I was already in the midst of a transitional period of my life when I was diagnosed with diabetes. It was my first year out of school. I was driving on my own. I was working my first proper job. I had uni assignments that I had spent way too much time procrastinating on in the weeks before I was diagnosed. I can remember sitting in the hospital cafeteria with my accounting book and pencil one afternoon, desperately trying to catch up. I had exams just a few weeks away. I was about to turn 18. And on top of that, I had a shiny new autoimmune disease to manage and hospital appointments to attend.
Needless to say, there wasn’t really any time for me to stop and take it all in. I didn’t really have time to cry about the fact that I would need to have injections for the rest of my life. I didn’t have time to beat myself up over what I had done wrong to deserve diabetes. There was so much going on outside of diabetes at the time, that I really just had to get on with it.
Since then, managing diabetes has quickly become a part of me. Despite the fact that diabetes is still only a relatively small portion of my life, it feels like I’ve been doing it forever. And most of the time, I hardly even think twice about why I’m doing what I’m doing. The insulin injections, the finger pricks, the terrifying night time hypos, the infuriating morning hypers, the carb counting, glycemic index monitoring, the binge eating, the blood, the sweat and the tears that goes into it all. Doing diabetes is like driving a car with the radio turned up. I can sing along to my favourite song, and chat with the person sitting next to me without thinking too much about the actual driving part.

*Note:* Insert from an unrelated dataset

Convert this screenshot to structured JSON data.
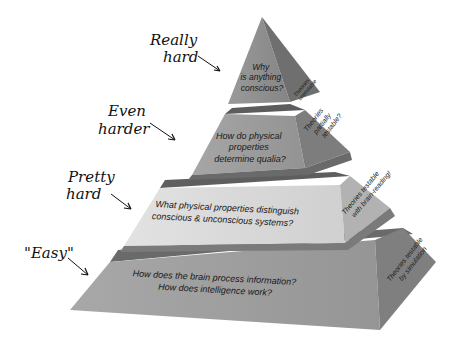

I have never really stopped and told myself, “I’m doing this because I have diabetes. I’m going to have to do this every day for the rest of my life.” And for that reason, I can’t really say that I live my life hoping for, or expecting a cure for my diabetes.

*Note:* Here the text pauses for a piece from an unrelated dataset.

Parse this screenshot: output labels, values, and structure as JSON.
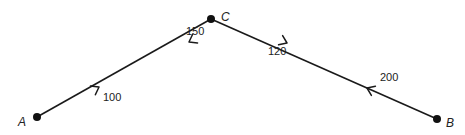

Dad has been reassuring me since the day I left hospital that there will definitely be a cure. Ten, fifteen years away tops. Definitely in my lifetime. Mum is always cutting out stories from the newspaper about the latest breakthroughs in the diabetes world. We always rush to the television whenever we hear a story coming up on the news at dinner time. People who I chat with in the Diabetes Online Community are so damn enthusiastic about a cure, or finding one. Folks who have lived with diabetes for a lot longer than I have.

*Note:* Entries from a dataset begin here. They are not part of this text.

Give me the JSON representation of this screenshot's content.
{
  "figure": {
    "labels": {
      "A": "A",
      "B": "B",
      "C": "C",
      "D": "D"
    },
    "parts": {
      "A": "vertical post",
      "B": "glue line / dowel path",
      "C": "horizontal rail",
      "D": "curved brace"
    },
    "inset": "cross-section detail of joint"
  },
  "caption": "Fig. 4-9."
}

Boy, I bloody admire their enthusiasm. I really do. I wish I could get excited about it, but I just can’t. I didn’t even realise people dreamed up cure parties in their minds, because I have never once thought of that day ever coming. In some ways, diabetes seems like too much of a “business” now, to be simply cured and over with tomorrow.
Right now, getting my numbers more consistent during the night seems real. Getting back to a happy place with my diabetes management seems real. Getting a little more fit this summer seems real. Cutting back on chocolate seems real (okay, maybe just possible).
I can write. I can speak. I can advocate. I can raise awareness. I can exercise (hardly). I can eat (always). I can live my life, to the best of my ability and be as happy as possible.
But I can’t advocate for a cure.
But I don’t think I need to, either.
All of you seem to do the job a hell of a lot better than I could. You make the impossible seem just a little bit possible.
Polina
Oh man, I am so with you! I cannot bring myself to advocate for a cure either, which I still see as a pipe dream. In fact, I wrote about it last May during Diabetes Blog Week, (Shameless link to that very post: https://t1dandgf.wordpress.com/2015/05/13/diabetes-blog-week-wednesday/ )
I am so with you about focusing on realistic, achievable goals. The cure seems as impossible as ever at this point.
meltwicediabetes
I agree with you Frank, but with the proviso that I believe I can advocate for research and funding for such research without pinning my hopes on my diabetes being cured. It is my hope that the 1 year old diagnosed today will have a much easier time with diabetes (and just maybe a cure) than I have had.
Frank
Agreed. I think that hopefully diabetes will become easier to manage in the future as technology advances, hopefully those advances aren’t too far out of reach for us (costs, subsidies, etc).